The WEF publishes an annual Global Risk Report presenting the major risks the world will be facing in the coming year. If you want to see what their actual predicted risks were when they launched their report (published 15 January 2020) there is a long and boring introductory video on their website where you can see what was in the original report. All the original focus was on climate change, water shortage and inequality: these were main factors that would affect the world in 2020. And this line-up of mostly middle aged white men in grey suits knew these things!
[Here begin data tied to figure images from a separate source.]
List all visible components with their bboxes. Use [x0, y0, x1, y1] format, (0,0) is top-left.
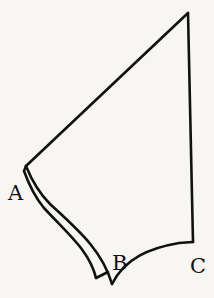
right-edge — [188, 13, 193, 242]
pattern-diagram — [0, 0, 214, 298]
strip-end — [96, 272, 108, 278]
diagonal-edge — [26, 13, 188, 166]
point-label-c: C — [190, 256, 206, 277]
point-label-a: A — [8, 183, 23, 204]
point-label-b: B — [112, 253, 127, 274]
inner-strip-curve — [26, 166, 112, 284]
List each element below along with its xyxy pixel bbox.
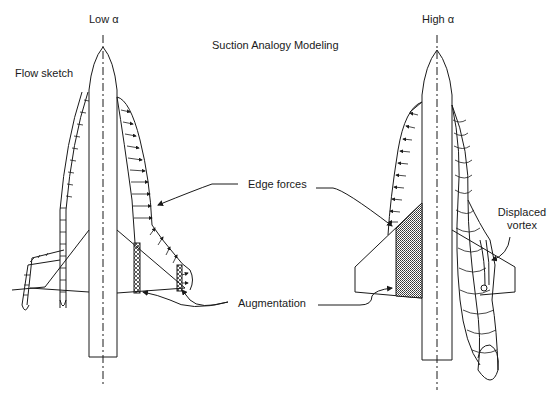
leader-displaced-vortex xyxy=(492,237,510,260)
label-vortex: vortex xyxy=(494,220,550,231)
right-wing-left xyxy=(117,230,185,293)
label-flow-sketch: Flow sketch xyxy=(15,68,73,79)
label-augmentation: Augmentation xyxy=(238,298,306,309)
label-displaced: Displaced xyxy=(494,207,550,218)
diagram-canvas xyxy=(0,0,552,401)
low-alpha-aircraft xyxy=(12,35,185,385)
left-wing-edge-left xyxy=(12,230,89,290)
edge-force-envelope-left xyxy=(117,97,193,290)
displaced-vortex-sheath xyxy=(452,105,498,380)
diagram-title: Suction Analogy Modeling xyxy=(212,40,339,51)
augmentation-shaded xyxy=(396,203,422,298)
leader-edge-forces xyxy=(158,184,392,226)
label-low-alpha: Low α xyxy=(89,14,119,25)
label-displaced-vortex: Displaced vortex xyxy=(494,207,550,231)
label-high-alpha: High α xyxy=(422,14,454,25)
augmentation-strip-1 xyxy=(134,243,140,293)
label-edge-forces: Edge forces xyxy=(248,179,307,190)
high-alpha-aircraft xyxy=(355,35,515,390)
augmentation-strip-2 xyxy=(177,265,182,291)
vortex-coil-left xyxy=(22,92,89,310)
When middle aged white men in grey suits speak – in faultless English and northern European gutteral accents – you know they are right!
In that video at the time they introduced these themes, a member of the audience asked (video timing 44.10) about the “SARS-like virus” that was spreading further afield from China and asked, “How ready is the world for a major pandemic?”
The Forum’s president, Børge Brende responded with a long and detailed explanation of the way China was reducing its carbon footprint (!) and playing its part as one of the two largest world economies. He finished by saying – almost as an afterthought – that he felt pandemic preparedness was perhaps a “global blindspot” and was something that governments should improve “in the coming years” (!) In other words signalling that he was not there to discuss such minor matters: climate change had been decided as the main mover of the world economy in 2020…

The blindspot was totally in the World Economic Forum here, self-evidently. In a one hour introduction to the “economic predictions” for 2020, the Coronavirus situation in Wuhan which had been reported in the world’s press for several weeks was given three minutes of consideration and the word “virus” was mentioned once. Three months later the January 2020 WEF Report (“world economic predictions”!) was updated to take account of the enormous effect of Covid-19 on the world economy!
Having given the matter much thought during these months of lockdown and disconnect, my overall thesis is the following. We are ruled by egotists and steered by wild-eyed political advisors controlling governments packed with compliant third-rate middle managers, and that is all we seem to focus on when we are looking for someone to blame. Don’t get me wrong: I would be delighted if a mob deposed the narcissist in Downing Street and mounted his head on a pikestaff on London Bridge, but there are bigger forces at work and we should begin to turn the searchlight on them. There are institutional puppetmasters in glass towers who only want us to look at the failures of elected politicians and I am not playing that game.
This was my first question concerning intelligence: how could the WEF – the body that claims to be the most significant for economic intelligence – get Covid-19 so wrong? I hope you have found this a very sobering thought. In my next reflections on intelligence, I will examine the failures by the security services and then look at health institutions’ catastrophic failure in pandemic intelligence.
Note: As misinformation on the Internet – particularly about Covid-19 – damages genuine discussion, I am open to any corrections you may offer in references presented here and they will be gratefully received.